In addition, Viking fighters are charged not only with shooting military personnel, but also with torturing them. Among the members of the detachment in the criminal case are the current leader of the Right Sector banned in the Russian Federation, Dmitry Yarosh, the leader of the Svoboda party, Andrey Tyagnibok, and even the current Prime Minister of Ukraine, Arseniy Yatsenyuk. The criminal cases against them were separated into separate proceedings by the Investigative Committee, the newspaper notes.
According to Kommersant, the names of Nikolai Karpyuk and Stanislav Klykh appeared in the case in 2013, when Alexander Malofeev wrote a confession. Previously, he was prosecuted for robbery and robbery committed in Crimea, and then, having moved to his mother in the Novosibirsk region, in 2009 he received 23 years in a maximum security colony for robbery committed there.
“Until their arrest, Nikolai Karpyuk and Stanislav Klykh did not know that they were wanted for participation in Chechen events,” the publication continues. – Karpyuk, who in March 2014 decided to go to Moscow for some business, was detained while crossing the Russian-Ukrainian border in the Bryansk region by car. Stanislav Klykh was detained in August of the same year in Orel, where he had come to visit a friend. Nikolai Karpyuk initially confessed, but then refused them, saying that he gave them under pressure.”
At the same time, lawyers for Karpyuk and Klykh deny their clients’ guilt.

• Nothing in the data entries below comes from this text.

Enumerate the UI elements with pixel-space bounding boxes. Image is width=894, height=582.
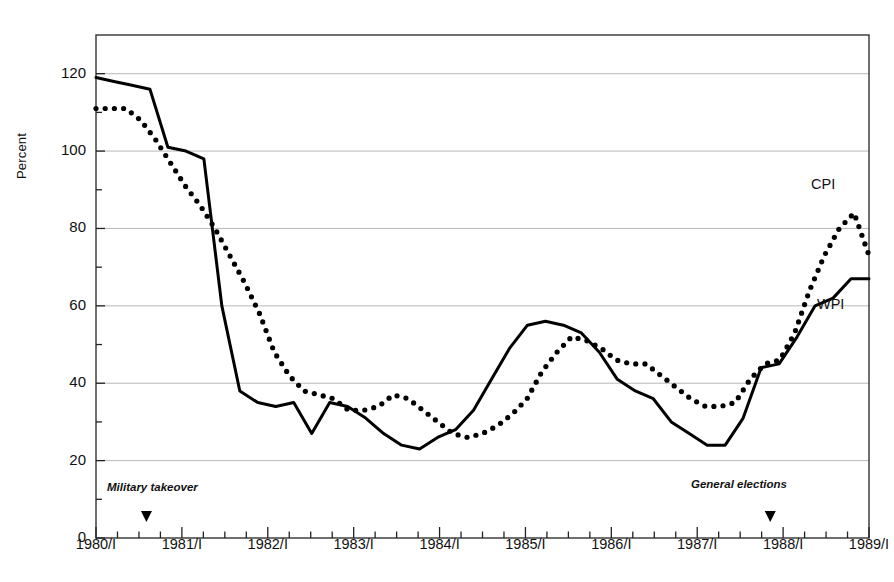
annotation-military-takeover-label: Military takeover (107, 481, 198, 493)
y-axis-tick-label: 40 (42, 373, 86, 390)
y-axis-tick-label: 120 (42, 64, 86, 81)
x-axis-tick-label: 1987/I (657, 536, 737, 552)
series-label-cpi: CPI (811, 176, 835, 192)
x-axis-tick-label: 1980/I (56, 536, 136, 552)
plot-frame (96, 35, 869, 538)
y-axis-title: Percent (14, 76, 29, 236)
chart-figure: Percent 020406080100120 1980/I1981/I1982… (0, 0, 894, 582)
x-axis-tick-label: 1988/I (743, 536, 823, 552)
y-axis-tick-label: 80 (42, 218, 86, 235)
x-axis-tick-label: 1983/I (314, 536, 394, 552)
series-line-wpi (96, 78, 869, 449)
series-label-wpi: WPI (817, 296, 844, 312)
y-axis-tick-label: 100 (42, 141, 86, 158)
x-axis-tick-label: 1985/I (485, 536, 565, 552)
annotation-general-elections-label: General elections (691, 478, 787, 490)
x-axis-tick-label: 1981/I (142, 536, 222, 552)
x-axis-tick-label: 1982/I (228, 536, 308, 552)
y-axis-tick-label: 60 (42, 296, 86, 313)
y-axis-tick-label: 20 (42, 451, 86, 468)
annotation-marker-general-elections (765, 511, 776, 522)
x-axis-tick-label: 1989/I (829, 536, 894, 552)
chart-canvas (0, 0, 894, 582)
x-axis-tick-label: 1986/I (571, 536, 651, 552)
annotation-marker-military-takeover (141, 511, 152, 522)
x-axis-tick-label: 1984/I (400, 536, 480, 552)
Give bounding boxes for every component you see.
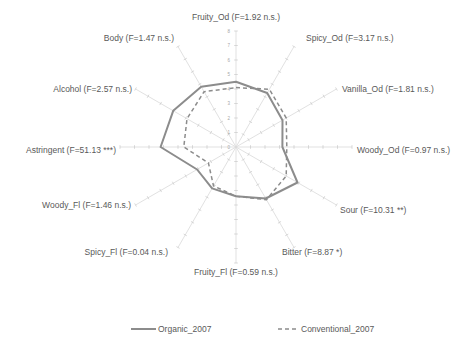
legend-conventional-label: Conventional_2007 xyxy=(301,324,375,334)
radar-spokes xyxy=(120,31,352,263)
axis-label: Fruity_Fl (F=0.59 n.s.) xyxy=(194,267,278,277)
radial-tick-label: 3 xyxy=(227,101,230,106)
radial-tick-label: 6 xyxy=(227,58,230,63)
axis-label: Spicy_Od (F=3.17 n.s.) xyxy=(306,33,394,43)
axis-label: Astringent (F=51.13 ***) xyxy=(26,145,116,155)
chart-legend: Organic_2007 Conventional_2007 xyxy=(131,324,375,334)
axis-label: Fruity_Od (F=1.92 n.s.) xyxy=(192,12,280,22)
axis-labels: Fruity_Od (F=1.92 n.s.)Spicy_Od (F=3.17 … xyxy=(26,12,450,277)
axis-label: Body (F=1.47 n.s.) xyxy=(104,33,174,43)
legend-organic-label: Organic_2007 xyxy=(158,324,212,334)
axis-label: Bitter (F=8.87 *) xyxy=(282,247,342,257)
radar-series xyxy=(161,82,298,200)
series-conventional-2007 xyxy=(184,88,287,200)
axis-label: Woody_Fl (F=1.46 n.s.) xyxy=(42,200,131,210)
radial-tick-label: 2 xyxy=(227,116,230,121)
radar-chart: 012345678 Fruity_Od (F=1.92 n.s.)Spicy_O… xyxy=(0,0,466,354)
radial-tick-label: 7 xyxy=(227,43,230,48)
axis-label: Woody_Od (F=0.97 n.s.) xyxy=(357,145,450,155)
axis-label: Sour (F=10.31 **) xyxy=(340,205,407,215)
series-organic-2007 xyxy=(161,82,298,199)
radial-tick-label: 1 xyxy=(227,130,230,135)
radial-tick-label: 5 xyxy=(227,72,230,77)
axis-label: Vanilla_Od (F=1.81 n.s.) xyxy=(342,84,434,94)
radial-tick-label: 8 xyxy=(227,29,230,34)
axis-label: Alcohol (F=2.57 n.s.) xyxy=(53,84,132,94)
axis-label: Spicy_Fl (F=0.04 n.s.) xyxy=(85,247,169,257)
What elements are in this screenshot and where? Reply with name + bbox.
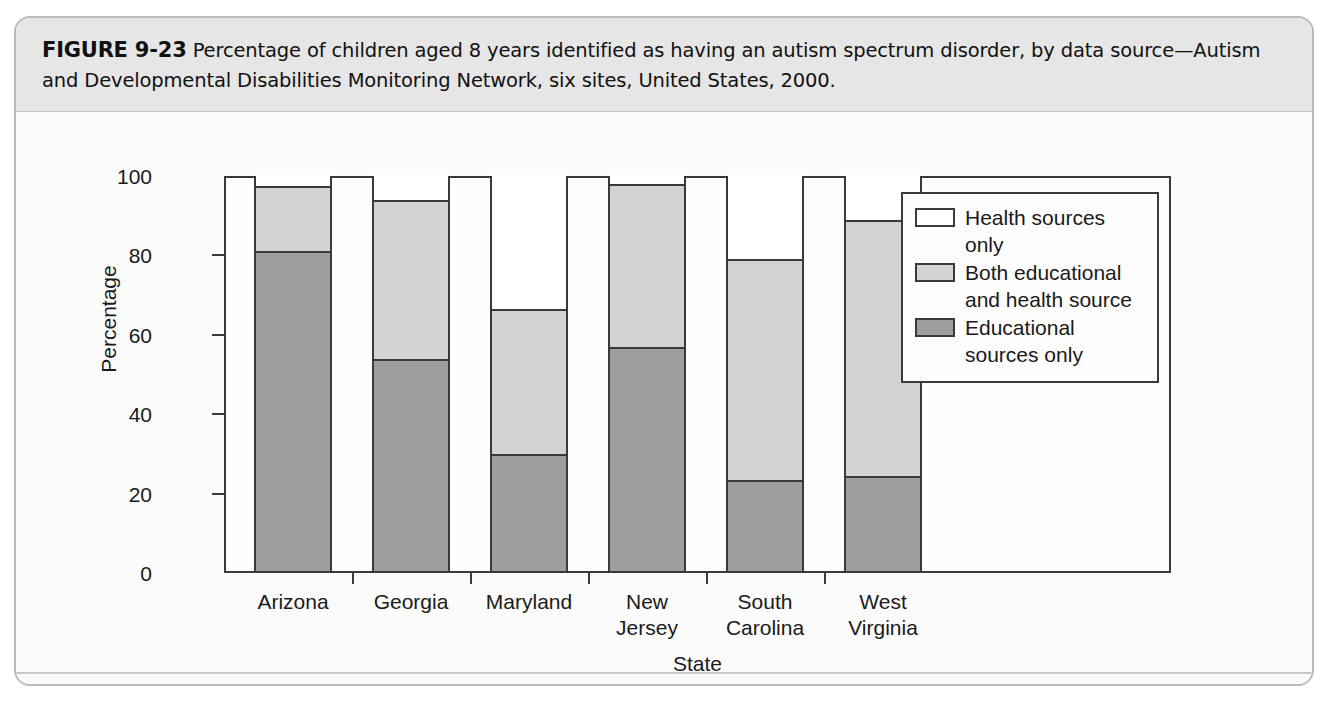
stacked-bar-chart: Percentage 020406080100 State ArizonaGeo… <box>16 112 1314 686</box>
bar-segment-both-sources[interactable] <box>492 309 566 456</box>
bar-segment-both-sources[interactable] <box>374 200 448 361</box>
x-axis-tick-label: WestVirginia <box>808 589 958 641</box>
legend-item[interactable]: Educational sources only <box>915 314 1145 368</box>
y-axis-tick-label: 0 <box>92 562 152 586</box>
figure-number-label: FIGURE 9-23 <box>42 38 187 62</box>
bar-segment-health-sources-only[interactable] <box>492 174 566 309</box>
y-axis-tick-mark <box>212 413 224 415</box>
x-axis-tick-mark <box>588 573 590 584</box>
legend-item[interactable]: Both educational and health source <box>915 259 1145 313</box>
y-axis-tick-label: 20 <box>92 483 152 507</box>
bar-new-jersey[interactable] <box>608 176 686 573</box>
x-axis-tick-mark <box>352 573 354 584</box>
figure-caption: FIGURE 9-23 Percentage of children aged … <box>42 35 1286 96</box>
swatch-both-icon <box>915 263 955 282</box>
bar-segment-health-sources-only[interactable] <box>256 174 330 186</box>
y-axis-tick-mark <box>212 493 224 495</box>
x-axis-tick-label-line: West <box>808 589 958 615</box>
bar-georgia[interactable] <box>372 176 450 573</box>
figure-caption-text: Percentage of children aged 8 years iden… <box>42 39 1260 92</box>
figure-card: FIGURE 9-23 Percentage of children aged … <box>14 16 1314 686</box>
bar-segment-both-sources[interactable] <box>728 259 802 481</box>
bar-segment-educational-sources-only[interactable] <box>256 253 330 571</box>
bar-segment-health-sources-only[interactable] <box>610 174 684 184</box>
y-axis-tick-label: 60 <box>92 324 152 348</box>
swatch-health-only-icon <box>915 208 955 227</box>
bar-segment-educational-sources-only[interactable] <box>728 482 802 571</box>
legend-item-label: Educational sources only <box>965 314 1083 368</box>
bar-segment-health-sources-only[interactable] <box>728 174 802 259</box>
figure-caption-band: FIGURE 9-23 Percentage of children aged … <box>16 18 1312 112</box>
y-axis-tick-mark <box>212 334 224 336</box>
bar-segment-both-sources[interactable] <box>610 184 684 349</box>
y-axis-tick-label: 80 <box>92 244 152 268</box>
bar-arizona[interactable] <box>254 176 332 573</box>
legend-item-label: Health sources only <box>965 204 1145 258</box>
x-axis-tick-mark <box>470 573 472 584</box>
x-axis-tick-mark <box>824 573 826 584</box>
bar-south-carolina[interactable] <box>726 176 804 573</box>
x-axis-tick-mark <box>706 573 708 584</box>
figure-bottom-rule <box>16 672 1312 674</box>
y-axis-tick-label: 100 <box>92 165 152 189</box>
bar-segment-educational-sources-only[interactable] <box>610 349 684 571</box>
bar-segment-health-sources-only[interactable] <box>374 174 448 200</box>
bar-segment-educational-sources-only[interactable] <box>492 456 566 571</box>
figure-plot-body: Percentage 020406080100 State ArizonaGeo… <box>16 112 1312 686</box>
bar-segment-both-sources[interactable] <box>256 186 330 253</box>
bar-maryland[interactable] <box>490 176 568 573</box>
swatch-educational-only-icon <box>915 318 955 337</box>
y-axis-tick-mark <box>212 254 224 256</box>
legend-item[interactable]: Health sources only <box>915 204 1145 258</box>
bar-segment-educational-sources-only[interactable] <box>846 478 920 571</box>
bar-segment-educational-sources-only[interactable] <box>374 361 448 571</box>
chart-legend: Health sources onlyBoth educational and … <box>901 192 1159 383</box>
y-axis-tick-label: 40 <box>92 403 152 427</box>
legend-item-label: Both educational and health source <box>965 259 1132 313</box>
x-axis-tick-label-line: Virginia <box>808 615 958 641</box>
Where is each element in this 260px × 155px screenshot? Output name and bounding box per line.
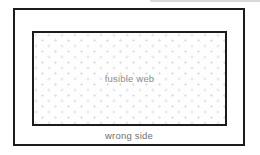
diagram-canvas: fusible web wrong side [0, 0, 260, 155]
fusible-web-label: fusible web [105, 73, 155, 84]
fusible-web-rect: fusible web [32, 31, 227, 126]
wrong-side-label: wrong side [15, 130, 243, 141]
fabric-wrong-side-rect: fusible web wrong side [13, 8, 245, 146]
page-edge-artifact [150, 0, 260, 2]
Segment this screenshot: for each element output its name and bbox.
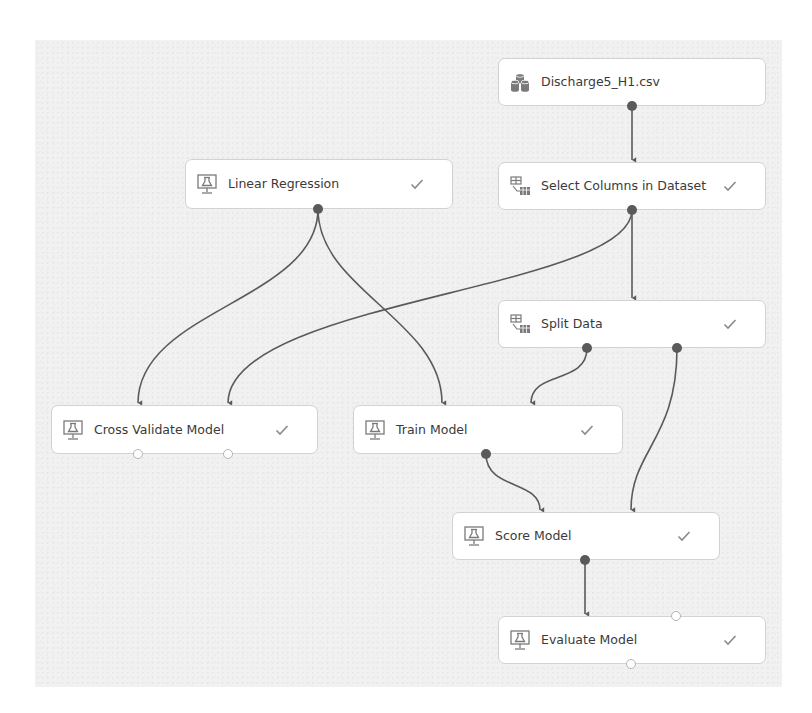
node-label: Linear Regression <box>228 176 339 191</box>
check-icon <box>723 318 737 330</box>
output-port-split-data-1[interactable] <box>582 343 592 353</box>
output-port-cross-validate-2[interactable] <box>223 449 233 459</box>
pipeline-canvas[interactable] <box>35 40 782 687</box>
check-icon <box>677 530 691 542</box>
output-port-evaluate-model[interactable] <box>626 659 636 669</box>
ml-module-icon <box>62 419 84 441</box>
ml-module-icon <box>463 525 485 547</box>
data-transform-icon <box>509 175 531 197</box>
node-train-model[interactable]: Train Model <box>353 405 623 454</box>
output-port-score-model[interactable] <box>580 555 590 565</box>
node-label: Discharge5_H1.csv <box>541 74 660 89</box>
output-port-dataset[interactable] <box>627 101 637 111</box>
dataset-icon <box>509 71 531 93</box>
node-label: Split Data <box>541 316 603 331</box>
check-icon <box>723 634 737 646</box>
data-transform-icon <box>509 313 531 335</box>
output-port-cross-validate-1[interactable] <box>133 449 143 459</box>
check-icon <box>275 424 289 436</box>
node-label: Select Columns in Dataset <box>541 178 706 193</box>
check-icon <box>723 180 737 192</box>
node-score-model[interactable]: Score Model <box>452 512 720 560</box>
output-port-train-model[interactable] <box>481 449 491 459</box>
output-port-select-columns[interactable] <box>627 205 637 215</box>
node-dataset[interactable]: Discharge5_H1.csv <box>498 58 766 106</box>
ml-module-icon <box>364 419 386 441</box>
node-label: Cross Validate Model <box>94 422 224 437</box>
node-evaluate-model[interactable]: Evaluate Model <box>498 616 766 664</box>
ml-module-icon <box>196 173 218 195</box>
node-label: Train Model <box>396 422 468 437</box>
output-port-linear-regression[interactable] <box>313 204 323 214</box>
node-cross-validate[interactable]: Cross Validate Model <box>51 405 318 454</box>
check-icon <box>580 424 594 436</box>
node-select-columns[interactable]: Select Columns in Dataset <box>498 162 766 210</box>
check-icon <box>410 178 424 190</box>
node-label: Score Model <box>495 528 572 543</box>
node-linear-regression[interactable]: Linear Regression <box>185 159 453 209</box>
node-label: Evaluate Model <box>541 632 637 647</box>
node-split-data[interactable]: Split Data <box>498 300 766 348</box>
output-port-split-data-2[interactable] <box>672 343 682 353</box>
ml-module-icon <box>509 629 531 651</box>
input-port-evaluate-model-2[interactable] <box>671 611 681 621</box>
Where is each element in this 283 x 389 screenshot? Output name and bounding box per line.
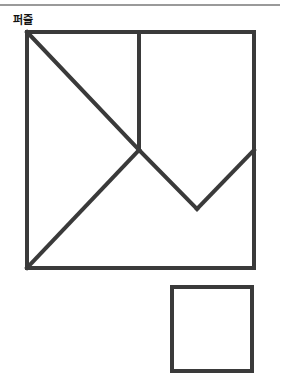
small-square	[172, 287, 252, 371]
v-right-line	[197, 150, 254, 209]
puzzle-figure	[0, 0, 283, 389]
diagonal-bottom-left-to-center-line	[27, 150, 139, 268]
puzzle-lines	[27, 32, 254, 268]
v-left-line	[139, 150, 197, 209]
diagonal-top-left-to-center-line	[27, 32, 139, 150]
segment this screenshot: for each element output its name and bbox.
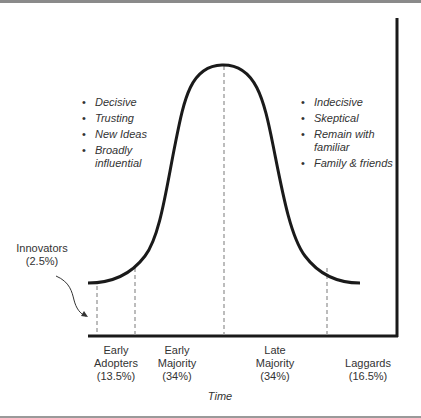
segment-share: (34%) <box>145 370 209 383</box>
segment-late-majority: Late Majority (34%) <box>243 344 307 383</box>
innovators-arrow <box>56 276 86 316</box>
late-traits-list: Indecisive Skeptical Remain with familia… <box>301 96 411 173</box>
segment-early-majority: Early Majority (34%) <box>145 344 209 383</box>
segment-line1: Early <box>84 344 148 357</box>
trait-item: Trusting <box>82 112 172 125</box>
trait-item: New Ideas <box>82 128 172 141</box>
early-traits-list: Decisive Trusting New Ideas Broadly infl… <box>82 96 172 173</box>
trait-item: Broadly influential <box>82 144 172 170</box>
segment-laggards: Laggards (16.5%) <box>336 357 400 383</box>
segment-line2: Laggards <box>336 357 400 370</box>
innovators-share: (2.5%) <box>12 255 72 268</box>
innovators-name: Innovators <box>12 242 72 255</box>
trait-item: Decisive <box>82 96 172 109</box>
trait-item: Indecisive <box>301 96 411 109</box>
segment-line2: Adopters <box>84 357 148 370</box>
segment-line1: Late <box>243 344 307 357</box>
trait-item: Family & friends <box>301 157 411 170</box>
segment-line2: Majority <box>243 357 307 370</box>
adoption-curve-plot <box>0 0 421 418</box>
segment-share: (16.5%) <box>336 370 400 383</box>
trait-item: Skeptical <box>301 112 411 125</box>
segment-early-adopters: Early Adopters (13.5%) <box>84 344 148 383</box>
segment-share: (13.5%) <box>84 370 148 383</box>
segment-line2: Majority <box>145 357 209 370</box>
x-axis-label: Time <box>200 390 240 402</box>
trait-item: Remain with familiar <box>301 128 411 154</box>
segment-line1: Early <box>145 344 209 357</box>
segment-share: (34%) <box>243 370 307 383</box>
innovators-label: Innovators (2.5%) <box>12 242 72 268</box>
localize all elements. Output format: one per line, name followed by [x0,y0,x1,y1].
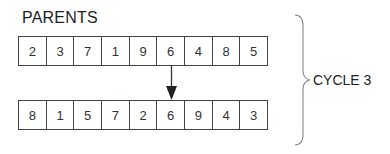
curly-brace-icon [295,15,310,145]
cycle-label: CYCLE 3 [313,72,371,88]
down-arrow-icon [166,66,177,100]
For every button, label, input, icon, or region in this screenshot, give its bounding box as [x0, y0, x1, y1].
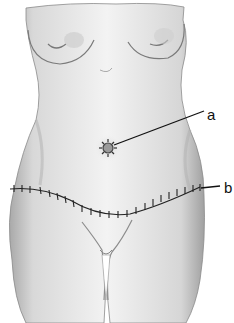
label-b: b: [224, 180, 232, 195]
label-a: a: [207, 107, 215, 122]
torso-illustration: [0, 0, 234, 323]
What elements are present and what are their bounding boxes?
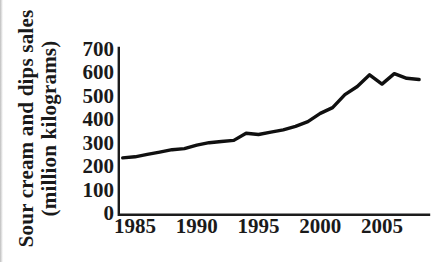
y-tick-label: 400	[68, 107, 114, 131]
y-tick-label: 500	[68, 84, 114, 108]
y-tick-label: 600	[68, 60, 114, 84]
y-tick-label: 300	[68, 131, 114, 155]
sales-trend-line	[123, 74, 419, 158]
y-tick-label: 100	[68, 178, 114, 202]
sour-cream-sales-line-chart: Sour cream and dips sales (million kilog…	[0, 0, 446, 262]
y-tick-label: 700	[68, 37, 114, 61]
x-tick-label: 2005	[342, 214, 422, 238]
y-tick-label: 200	[68, 154, 114, 178]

“My client Stanislav Klykh has never been to Chechnya. His only guilt is that in 1991, as a student at the Faculty of History at Kyiv University, he joined the UNA-UNSO,” lawyer Marina Dubrovina told Kommersant. She believes that her client, at the prompting of investigators, was slandered by Alexander Malofeev, who was counting on a reduced sentence. At the hearing, which begins today, the defense, after consulting with the defendants, intends to request a jury trial.